Joseph Goebbels: Two Speeches on the Tasks of the Reich Ministry for Popular Enlightenment and Propaganda (March 15 / March 25, 1933)

After the new Reich Ministry for Popular Enlightenment and Propaganda was established on March 13, 1933, Joseph Goebbels was charged with “coordinating” and controlling the content of the press, art, film, music, and literature. To put radio in the service of the regime, Goebbels dissolved the independent broadcasting corporations that had existed up until then and replaced them with a Reich station. In the following speeches of March 15 and March 25, 1933, the new Reich Minister explained that his aim was the spiritual mobilization of the general population and that this, when achieved, would be tantamount to a national revolution.
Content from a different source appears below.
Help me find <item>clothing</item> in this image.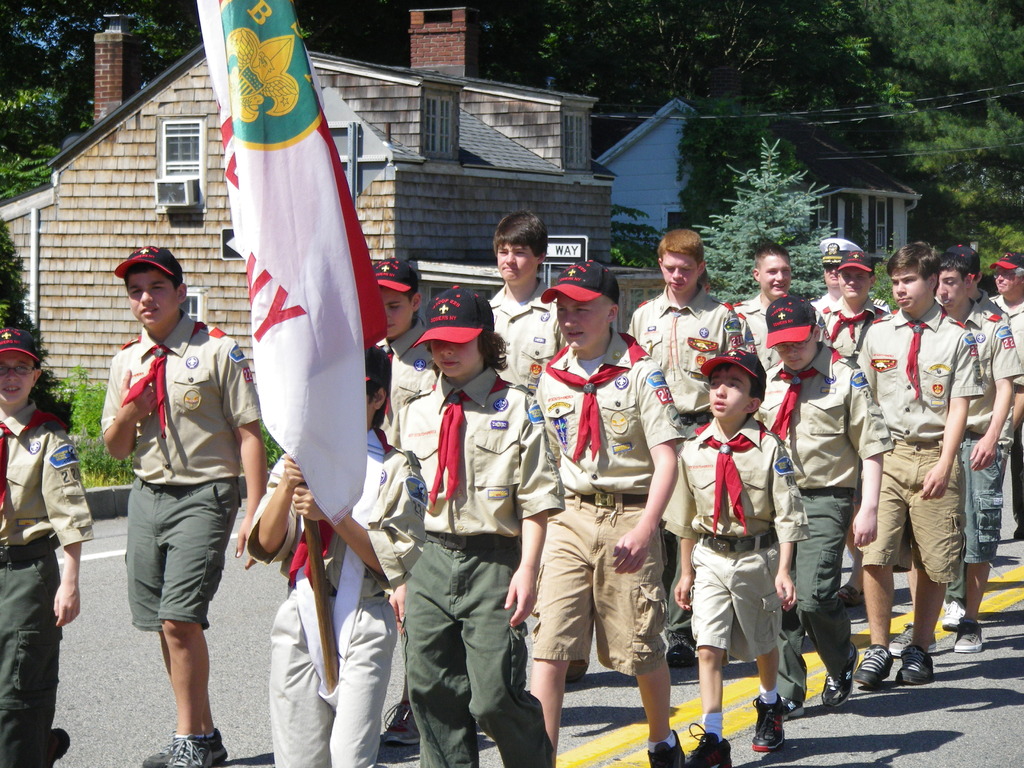
Found it: pyautogui.locateOnScreen(680, 393, 790, 710).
Goebbels regarded radio as the most important vehicle for the propaganda that would help him along the way. For this reason, he arranged for the mass production of the “People’s Receiver” [Volksempfänger], a cheap radio that would allow even the poorest strata of the population to be included in his propaganda revolution.
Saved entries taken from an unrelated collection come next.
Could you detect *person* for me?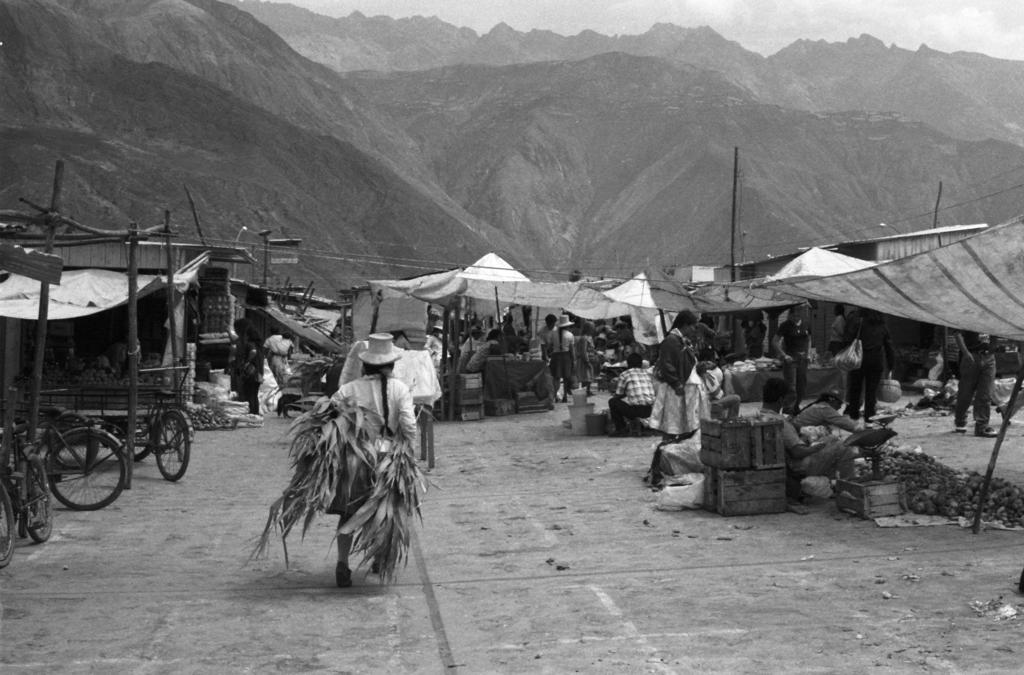
Detection result: (x1=220, y1=319, x2=250, y2=395).
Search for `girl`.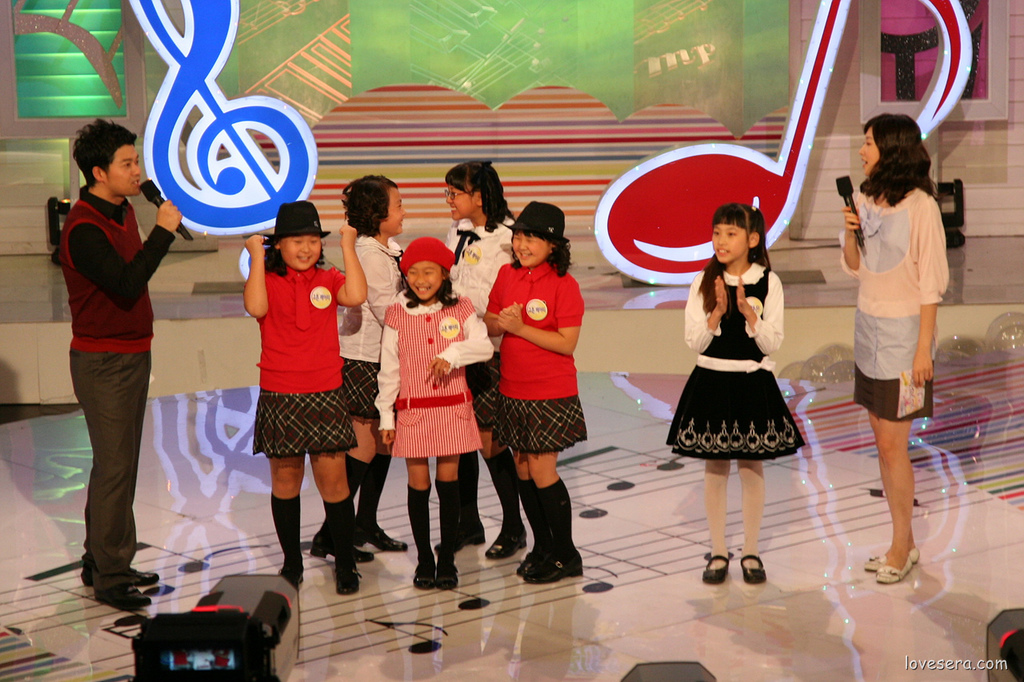
Found at crop(312, 177, 414, 566).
print version     return to document list last document in previous chapter      next document

page 1 of 3


I. Speech to the Press on the Establishment of a Reich Ministry for Popular Enlightenment and Propaganda (March 15, 1933)


I see in the setting up of the new Ministry of Popular Enlightenment and Propaganda by the Government a revolutionary act in so far as the new Government no longer intends to leave the people to their own devices. This government is in the truest sense of the word a people's government. It arose out of the people and will always execute the will of the people. I reject most passionately the idea that this government stands for reactionary aims, that we are reactionaries. [ . . . ] We want to give the people their due, though admittedly in another form than occurred under parliamentary democracy.

In the newly-established Ministry of Popular Enlightenment and Propaganda I envisage the link between regime and people, the living contact between the national government, as the expression of the people's will, and the people themselves. In the past few weeks we have seen an increasing coordination between Reich policy and the policy of the states, and in the same way I view the first task of the new Ministry as being to establish coordination between the Government and the whole people. If this government is determined never and under no circumstances to give way, then it has no need of the lifeless power of the bayonet, and in the long run will not be content with 52 per cent behind it and with terrorizing the remaining 48 per cent, but will see its most immediate task as being to win over that remaining 48 per cent.

[ . . . ]

It is not enough for people to be more or less reconciled to our regime, to be persuaded to adopt a neutral attitude towards us; rather we want to work on people until they have capitulated to us, until they grasp ideologically that what is happening in Germany today not only must be accepted but also can be accepted.